Small group responsible for Rome protest violence

A cadre of young people prepared to instigate riots in the days leading up to the weekend's demonstrations

Published October 17, 2011 4:28PM (EDT)

Stories of violence in Rome swept through the media sphere over the weekend. Images and accounts of protesters fighting police and setting fire to vehicles captured international attention. But a cursory overview only reveals part of the picture. The episode appears to have been manufactured by a small group of protesters, clad in black and bearing weapons, who infiltrated the protests with the express purpose of inciting violence.

According to the Italian newspaper Corriere delle Sera, the rioters were a small group of mostly young people, separate from the larger movement, who had planned on hijacking the protests "days before":

Most [rioters] came on Saturday morning. At about 11 am, [police] at Pomezia followed and stopped a Fiat 600 with a youth and three young women on board. In the boot were five rucksacks containing a veritable arsenal – four motorcycle crash helmets, ten gas masks with filters, 500 glass marbles, a large professional slingshot, four balaclavas, four shin guards, two builder’s hammers, a crowbar and four bottles containing liquids. The report already forwarded to magistrates refers to “individuals belonging to the anarchist insurrectionalist area”.

As the AP noted, hundreds of thousands of other protesters, who called themselves "the indignant," marched "without incident" in Rome and elsewhere across Europe. The Italian capital's mayor himself blamed the violence on "a few thousand thugs from all over Italy, and possibly from all over Europe, who infiltrated the demonstration."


**WHAT IS BEING ASKED:**
Could you print exactly the lines from the one that contains "Enumerate the UI" to the end of the data, both ends included, and nothing else? Skip the pictures.

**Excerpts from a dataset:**

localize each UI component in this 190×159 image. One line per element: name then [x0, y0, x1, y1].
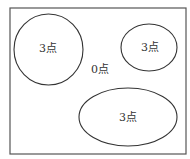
target-frame — [10, 8, 186, 154]
target-diagram: 3点 3点 3点 0点 — [0, 0, 190, 159]
label-outside: 0点 — [91, 63, 109, 76]
label-ellipse-bottom: 3点 — [119, 111, 137, 124]
label-circle-left: 3点 — [39, 42, 57, 55]
label-circle-right: 3点 — [141, 41, 159, 54]
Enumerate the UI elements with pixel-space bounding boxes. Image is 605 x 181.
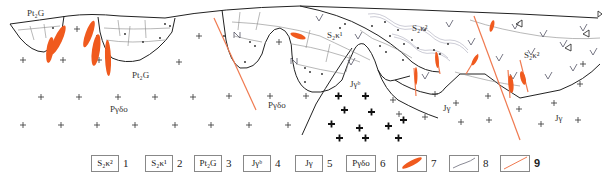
legend-symbol-pt2g: Pt₂G xyxy=(194,155,222,172)
legend-symbol-pydo: Pγδο xyxy=(346,155,376,172)
legend-symbol-s2k2: S₂κ² xyxy=(91,155,119,172)
label-jy-middle: Jγ xyxy=(443,103,451,113)
legend-item-contact-line: 8 xyxy=(449,153,489,173)
legend-symbol-jy: Jγ xyxy=(295,155,323,172)
label-s2k2-right: S₂κ² xyxy=(524,50,540,60)
legend-number: 8 xyxy=(483,157,489,169)
label-s2k1: S₂κ¹ xyxy=(327,30,343,40)
label-pydo-middle: Pγδο xyxy=(268,100,286,110)
legend-item-jyb: Jγᵇ 4 xyxy=(243,153,281,173)
vein-swatch-icon xyxy=(397,155,427,172)
vein-bodies xyxy=(45,20,528,94)
legend-item-s2k2: S₂κ² 1 xyxy=(91,153,129,173)
label-s2k2-middle: S₂κ² xyxy=(412,23,428,33)
legend-number: 9 xyxy=(534,157,540,169)
legend-number: 3 xyxy=(226,157,232,169)
label-pt2g-top: Pt₂G xyxy=(27,8,45,18)
legend-item-pydo: Pγδο 6 xyxy=(346,153,386,173)
geological-cross-section: Pt₂G Pt₂G S₂κ¹ S₂κ² S₂κ² Jγᵇ Pγδο Pγδο J… xyxy=(0,0,605,150)
legend-item-pt2g: Pt₂G 3 xyxy=(194,153,232,173)
legend-number: 5 xyxy=(327,157,333,169)
fault-line-swatch-icon xyxy=(500,155,530,172)
block-joints xyxy=(30,12,350,72)
legend-item-fault-line: 9 xyxy=(500,153,540,173)
label-jy-right: Jγ xyxy=(555,113,563,123)
legend-number: 4 xyxy=(275,157,281,169)
triangle-symbols xyxy=(516,11,602,51)
plus-symbols-light xyxy=(20,26,586,128)
legend-number: 6 xyxy=(380,157,386,169)
legend-item-jy: Jγ 5 xyxy=(295,153,333,173)
legend: S₂κ² 1 S₂κ¹ 2 Pt₂G 3 Jγᵇ 4 Jγ 5 Pγδο 6 7… xyxy=(0,150,605,181)
contact-line-swatch-icon xyxy=(449,155,479,172)
legend-number: 7 xyxy=(431,157,437,169)
label-pydo-left: Pγδο xyxy=(110,104,128,114)
label-pt2g-bottom: Pt₂G xyxy=(132,70,150,80)
legend-item-s2k1: S₂κ¹ 2 xyxy=(145,153,183,173)
legend-number: 1 xyxy=(123,157,129,169)
fault-lines xyxy=(214,16,528,140)
label-jyb: Jγᵇ xyxy=(350,79,360,89)
legend-symbol-s2k1: S₂κ¹ xyxy=(145,155,173,172)
legend-number: 2 xyxy=(177,157,183,169)
legend-symbol-jyb: Jγᵇ xyxy=(243,155,271,172)
legend-item-vein: 7 xyxy=(397,153,437,173)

**TASK RESULT:**
Enumerate the UI elements with pixel-space bounding boxes. Image is 605 x 181.
legend-symbol-pt2g: Pt₂G xyxy=(194,155,222,172)
legend-symbol-pydo: Pγδο xyxy=(346,155,376,172)
legend-symbol-s2k2: S₂κ² xyxy=(91,155,119,172)
label-jy-middle: Jγ xyxy=(443,103,451,113)
legend-item-contact-line: 8 xyxy=(449,153,489,173)
legend-symbol-jy: Jγ xyxy=(295,155,323,172)
label-s2k2-right: S₂κ² xyxy=(524,50,540,60)
legend-number: 8 xyxy=(483,157,489,169)
label-s2k1: S₂κ¹ xyxy=(327,30,343,40)
label-pydo-middle: Pγδο xyxy=(268,100,286,110)
legend-item-jyb: Jγᵇ 4 xyxy=(243,153,281,173)
vein-swatch-icon xyxy=(397,155,427,172)
vein-bodies xyxy=(45,20,528,94)
legend-item-s2k2: S₂κ² 1 xyxy=(91,153,129,173)
label-s2k2-middle: S₂κ² xyxy=(412,23,428,33)
legend-number: 9 xyxy=(534,157,540,169)
legend-number: 3 xyxy=(226,157,232,169)
label-pt2g-top: Pt₂G xyxy=(27,8,45,18)
legend-item-pydo: Pγδο 6 xyxy=(346,153,386,173)
geological-cross-section: Pt₂G Pt₂G S₂κ¹ S₂κ² S₂κ² Jγᵇ Pγδο Pγδο J… xyxy=(0,0,605,150)
legend-item-pt2g: Pt₂G 3 xyxy=(194,153,232,173)
legend-number: 5 xyxy=(327,157,333,169)
fault-line-swatch-icon xyxy=(500,155,530,172)
block-joints xyxy=(30,12,350,72)
legend-item-fault-line: 9 xyxy=(500,153,540,173)
label-jy-right: Jγ xyxy=(555,113,563,123)
legend-number: 4 xyxy=(275,157,281,169)
triangle-symbols xyxy=(516,11,602,51)
plus-symbols-light xyxy=(20,26,586,128)
legend-number: 6 xyxy=(380,157,386,169)
legend-item-jy: Jγ 5 xyxy=(295,153,333,173)
legend: S₂κ² 1 S₂κ¹ 2 Pt₂G 3 Jγᵇ 4 Jγ 5 Pγδο 6 7… xyxy=(0,150,605,181)
contact-line-swatch-icon xyxy=(449,155,479,172)
legend-number: 7 xyxy=(431,157,437,169)
label-pydo-left: Pγδο xyxy=(110,104,128,114)
label-pt2g-bottom: Pt₂G xyxy=(132,70,150,80)
legend-item-s2k1: S₂κ¹ 2 xyxy=(145,153,183,173)
legend-number: 1 xyxy=(123,157,129,169)
fault-lines xyxy=(214,16,528,140)
label-jyb: Jγᵇ xyxy=(350,79,360,89)
legend-symbol-s2k1: S₂κ¹ xyxy=(145,155,173,172)
legend-number: 2 xyxy=(177,157,183,169)
legend-symbol-jyb: Jγᵇ xyxy=(243,155,271,172)
legend-item-vein: 7 xyxy=(397,153,437,173)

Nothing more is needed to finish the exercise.